Care Farming Network

While touring a therapy farm, I got a call that left me reeling

Published by Hamilton Spectator
on 06/28/2025

By Joanna Frketich

I accidentally became the first client of Thistle House Care Farm.

As The Spectator’s health reporter, I was in Brant County on June 16 — a beautiful blue-sky sunny day — to tour the Mount Pleasant farm that will soon provide therapeutic programs, mostly for mental health and dementia.

Despite more than 25 years on the beat, I’d never been to a care farm. While they are common in the United Kingdom and the United States, there are only nine registered in Canada — four of them in Ontario. The nation’s first was Green Care Farms in Milton.

There is so much demand for farm therapy that Thistle House is opening about a year earlier than planned — the goal is to start taking paying clients over the summer. 

Requests started as soon as Keri McCallum and Ken Humphrey made it public that they intended to turn the farm owned by the Campbell family for 165 years into a place of healing and well-being for the public when they took over ownership in October.

The couple have other full-time jobs, so hiring health-care workers to run a variety of therapeutic programs and looking for sponsors to help bring the price from $120 a session to their goal of $40 is a labour of love for their rural community.

“This was a passion project for us,” said McCallum. “We wanted to see if we could give back in some way.”

I was standing among the purple thistles the farm is named for, gazing at a bird flitting in and out of the feeder, when I got the call from my mother. I was in the middle of the farm tour, so I let it go to voice mail, feeling uneasy because she never calls in the middle of a work day.Following the farm’s meandering path, McCallum pointed out the specked eggs of a killdeer that was doing its best to distract me from the nest by faking a wing injury in a spectacular display, when my phone screen lit up with a message from my brother.

“Call mom,” it read.

I had made it to the newly built chicken coop where Freckles — a spotted seven-week-old chick — was lightly pecking at my toes when my brother sent me another message to say the call couldn’t wait until I was done at the farm.

I watched a monarch butterfly flutter around raised garden beds planted during a recent community open house as I got the news that my grandfather had died.

He was 96 years old, lived a full and happy life, and died in his sleep.

But I still felt like the wind had been knocked out of me. My grandfather was one of the most influential people in my life. I named my oldest son after him. For as long as I can remember, he has been my safe harbour.

Grief recovery is one of the potential reasons for visiting the farm, and while I didn’t do the usual therapeutic activities of planting, weeding, crafting, harvesting or feeding the chickens, just being there helped calm the brewing storm.

The idea behind care farms is that spending time in nature and doing agricultural activities reduces stress, anxiety and depression while giving a sense of purpose and accomplishment. It provides social interaction and boosts self-esteem.

“You just feel better being outside and doing this sort of thing,” McCallum said. “I’ve already had so much interest.”

Thistle House is still a work in progress, with hopes of a frog pond, gazebo, more animals and different types of gardens and greenhouses as it opens in stages. Staff need to be hired and more sponsors found.The fine details of programs are being worked out and different offerings like team building are under consideration. Future clients are being consulted, other care farm operators are providing expertise, the farm has a survey on its website and more information is available at thistlehousefarm.ca.But the healing power of nature is already there in full force. Looking out over the seemingly endless fields that surround Thistle House at 4 Campbell Dr., I thought of how much my grandfather would have loved it there.

We would have taken the farm’s scenic route to the future pollinator garden and sat in the shade in comfortable silence, watching the bees go about their work. As I regretfully left Thistle House on that day I will never forget, I was grateful that when I first faced a world without my grandfather in it, I was met with the solace of the care farm.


▸ HOW TO COMPLETE THIS TASK:
Starting at the top line, print the entries below exactly as they are and skip every picture.

(Excerpts from a figure dataset)

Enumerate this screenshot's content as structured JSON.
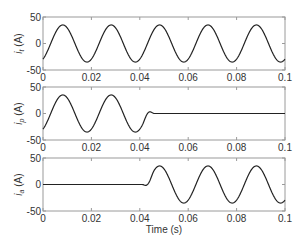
{
  "chart_data": [
    {
      "type": "line",
      "title": "",
      "xlabel": "",
      "ylabel": "i_t (A)",
      "ylabel_main": "i",
      "ylabel_sub": "t",
      "ylabel_unit": " (A)",
      "xlim": [
        0,
        0.1
      ],
      "ylim": [
        -50,
        50
      ],
      "xticks": [
        "0",
        "0.02",
        "0.04",
        "0.06",
        "0.08",
        "0.1"
      ],
      "yticks": [
        "50",
        "0",
        "-50"
      ],
      "grid": false,
      "series": [
        {
          "name": "i_t",
          "model": "sine",
          "amplitude": 35,
          "frequency_hz": 50,
          "phase_rad": -1.0,
          "active_from": 0,
          "active_to": 0.1,
          "x": [
            0,
            0.0082,
            0.0182,
            0.0282,
            0.0382,
            0.0482,
            0.0582,
            0.0682,
            0.0782,
            0.0882,
            0.0982,
            0.1
          ],
          "values": [
            -29.5,
            35,
            -35,
            35,
            -35,
            35,
            -35,
            35,
            -35,
            35,
            -35,
            -29.5
          ]
        }
      ]
    },
    {
      "type": "line",
      "title": "",
      "xlabel": "",
      "ylabel": "i_p (A)",
      "ylabel_main": "i",
      "ylabel_sub": "p",
      "ylabel_unit": " (A)",
      "xlim": [
        0,
        0.1
      ],
      "ylim": [
        -50,
        50
      ],
      "xticks": [
        "0",
        "0.02",
        "0.04",
        "0.06",
        "0.08",
        "0.1"
      ],
      "yticks": [
        "50",
        "0",
        "-50"
      ],
      "grid": false,
      "series": [
        {
          "name": "i_p",
          "model": "sine_then_zero",
          "amplitude": 35,
          "frequency_hz": 50,
          "phase_rad": -1.0,
          "transition_start": 0.041,
          "transition_end": 0.046,
          "x": [
            0,
            0.0082,
            0.0182,
            0.0282,
            0.0382,
            0.041,
            0.046,
            0.1
          ],
          "values": [
            -29.5,
            35,
            -35,
            35,
            -35,
            -28,
            0,
            0
          ]
        }
      ]
    },
    {
      "type": "line",
      "title": "",
      "xlabel": "Time (s)",
      "ylabel": "i_a (A)",
      "ylabel_main": "i",
      "ylabel_sub": "a",
      "ylabel_unit": " (A)",
      "xlim": [
        0,
        0.1
      ],
      "ylim": [
        -50,
        50
      ],
      "xticks": [
        "0",
        "0.02",
        "0.04",
        "0.06",
        "0.08",
        "0.1"
      ],
      "yticks": [
        "50",
        "0",
        "-50"
      ],
      "grid": false,
      "series": [
        {
          "name": "i_a",
          "model": "zero_then_sine",
          "amplitude": 35,
          "frequency_hz": 50,
          "phase_rad": -1.0,
          "transition_start": 0.041,
          "transition_end": 0.046,
          "x": [
            0,
            0.041,
            0.0482,
            0.0582,
            0.0682,
            0.0782,
            0.0882,
            0.0982,
            0.1
          ],
          "values": [
            0,
            0,
            35,
            -35,
            35,
            -35,
            35,
            -35,
            -29.5
          ]
        }
      ]
    }
  ],
  "layout": {
    "axes_left": 43,
    "axes_right": 285,
    "axes_tops": [
      17,
      87,
      158
    ],
    "axes_height": 53,
    "line_color": "#222222",
    "axis_color": "#9a9a9a",
    "tick_label_color": "#333333"
  }
}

▸ SOLUTION TO THE PROBLEM:
Enumerate this screenshot's content as structured JSON.
{
  "chart_data": [
    {
      "type": "line",
      "title": "",
      "xlabel": "",
      "ylabel": "i_t (A)",
      "ylabel_main": "i",
      "ylabel_sub": "t",
      "ylabel_unit": " (A)",
      "xlim": [
        0,
        0.1
      ],
      "ylim": [
        -50,
        50
      ],
      "xticks": [
        "0",
        "0.02",
        "0.04",
        "0.06",
        "0.08",
        "0.1"
      ],
      "yticks": [
        "50",
        "0",
        "-50"
      ],
      "grid": false,
      "series": [
        {
          "name": "i_t",
          "model": "sine",
          "amplitude": 35,
          "frequency_hz": 50,
          "phase_rad": -1.0,
          "active_from": 0,
          "active_to": 0.1,
          "x": [
            0,
            0.0082,
            0.0182,
            0.0282,
            0.0382,
            0.0482,
            0.0582,
            0.0682,
            0.0782,
            0.0882,
            0.0982,
            0.1
          ],
          "values": [
            -29.5,
            35,
            -35,
            35,
            -35,
            35,
            -35,
            35,
            -35,
            35,
            -35,
            -29.5
          ]
        }
      ]
    },
    {
      "type": "line",
      "title": "",
      "xlabel": "",
      "ylabel": "i_p (A)",
      "ylabel_main": "i",
      "ylabel_sub": "p",
      "ylabel_unit": " (A)",
      "xlim": [
        0,
        0.1
      ],
      "ylim": [
        -50,
        50
      ],
      "xticks": [
        "0",
        "0.02",
        "0.04",
        "0.06",
        "0.08",
        "0.1"
      ],
      "yticks": [
        "50",
        "0",
        "-50"
      ],
      "grid": false,
      "series": [
        {
          "name": "i_p",
          "model": "sine_then_zero",
          "amplitude": 35,
          "frequency_hz": 50,
          "phase_rad": -1.0,
          "transition_start": 0.041,
          "transition_end": 0.046,
          "x": [
            0,
            0.0082,
            0.0182,
            0.0282,
            0.0382,
            0.041,
            0.046,
            0.1
          ],
          "values": [
            -29.5,
            35,
            -35,
            35,
            -35,
            -28,
            0,
            0
          ]
        }
      ]
    },
    {
      "type": "line",
      "title": "",
      "xlabel": "Time (s)",
      "ylabel": "i_a (A)",
      "ylabel_main": "i",
      "ylabel_sub": "a",
      "ylabel_unit": " (A)",
      "xlim": [
        0,
        0.1
      ],
      "ylim": [
        -50,
        50
      ],
      "xticks": [
        "0",
        "0.02",
        "0.04",
        "0.06",
        "0.08",
        "0.1"
      ],
      "yticks": [
        "50",
        "0",
        "-50"
      ],
      "grid": false,
      "series": [
        {
          "name": "i_a",
          "model": "zero_then_sine",
          "amplitude": 35,
          "frequency_hz": 50,
          "phase_rad": -1.0,
          "transition_start": 0.041,
          "transition_end": 0.046,
          "x": [
            0,
            0.041,
            0.0482,
            0.0582,
            0.0682,
            0.0782,
            0.0882,
            0.0982,
            0.1
          ],
          "values": [
            0,
            0,
            35,
            -35,
            35,
            -35,
            35,
            -35,
            -29.5
          ]
        }
      ]
    }
  ],
  "layout": {
    "axes_left": 43,
    "axes_right": 285,
    "axes_tops": [
      17,
      87,
      158
    ],
    "axes_height": 53,
    "line_color": "#222222",
    "axis_color": "#9a9a9a",
    "tick_label_color": "#333333"
  }
}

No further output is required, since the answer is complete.